My First Basketball Love: Tamika Catchings-led 1997 Lady Vols

Tamika Catchings #24...

Tamika Catchings helped the Lady Vols win a national title in 1997. | Getty Images

Most middle school girls weren’t studying Tamika Catchings in 1997. A young woman in Austin, however, discovered both the game and a player destined for greatness through the Tennessee Lady Volunteers’ championship run that year.

Most Millennials will tell you they fell in love with basketball watching a pseudo-romantic film about two childhood friends or the late-Kobe Bryant defying both gravity and logic.

My story is different.

In 1998, I had just become a teenager and a team in Houston had just one their second-straight championship in the newly-formed WNBA. I hadn’t crossed paths with this team yet, the legendary Comets, but growing up in Texas at my size meant getting acquainted with basketball quickly.

On a random evening, I came across a Tennessee Lady Volunteers game and became fixated on No. 24. She could hoop like nothing I had ever seen before. Thoroughly in sync, the Lady Vols ran the opposing team out of the gym.

I couldn’t get enough and watched the entire HBO documentary: A Cinderella Season: The Lady Vols Fight Back. They were rock stars to adoring fans no matter what team they played and I wanted to be exactly like No. 24.

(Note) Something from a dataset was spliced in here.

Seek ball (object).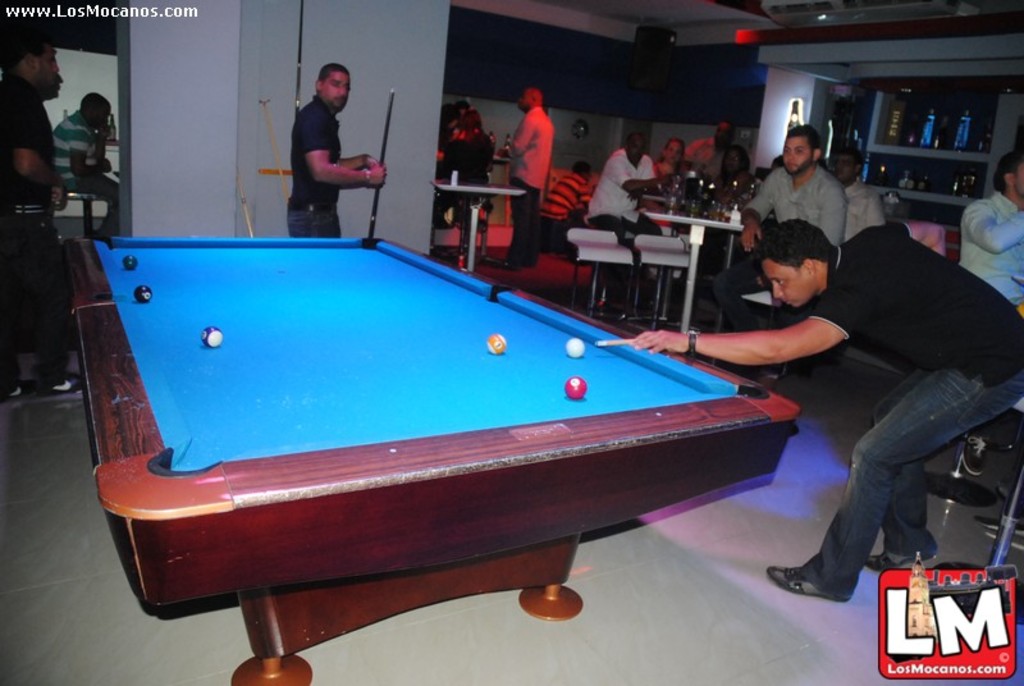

Later, I would find out she was from Texas, too, and that her name was Tamika Catchings. The 6-foot-1 freshman from the Dallas area was one of the best players in the country. I was amazed when I learned she had accomplished so much while learning to embrace a hearing impairment.

The documentary chronicled the 1997 Lady Vols’ championship run to the Final Four and it made me realize how hard you had to work in college for the ultimate prize, while also maintaining your grades. As a student-athlete in school, I struggled with a learning disorder and my mom often encouraged me by using Catchings as an example of someone who overcame adversity.

It also pushed me to physically be better as I did my best to mimic the Lady Vols. I had never seen women play as aggressively and as smart as they did. Tennessee coach Pat Summitt showed her players tough love and got results. I hoped to play for Summitt one day, and even got the pleasure of telling her that after a game against Texas one season.

Growing up in Austin, being a Lady Vols fan wasn’t easy, especially when looking for orange apparel.

After watching that documentary, I faithfully attended every Lady Vols game whenever they played in Texas.

In 2016, I finally met No. 24, Catchings — now a Naismith Memorial Basketball Hall of Fame selection — and had the pleasure of thanking her for everything she gave to the game.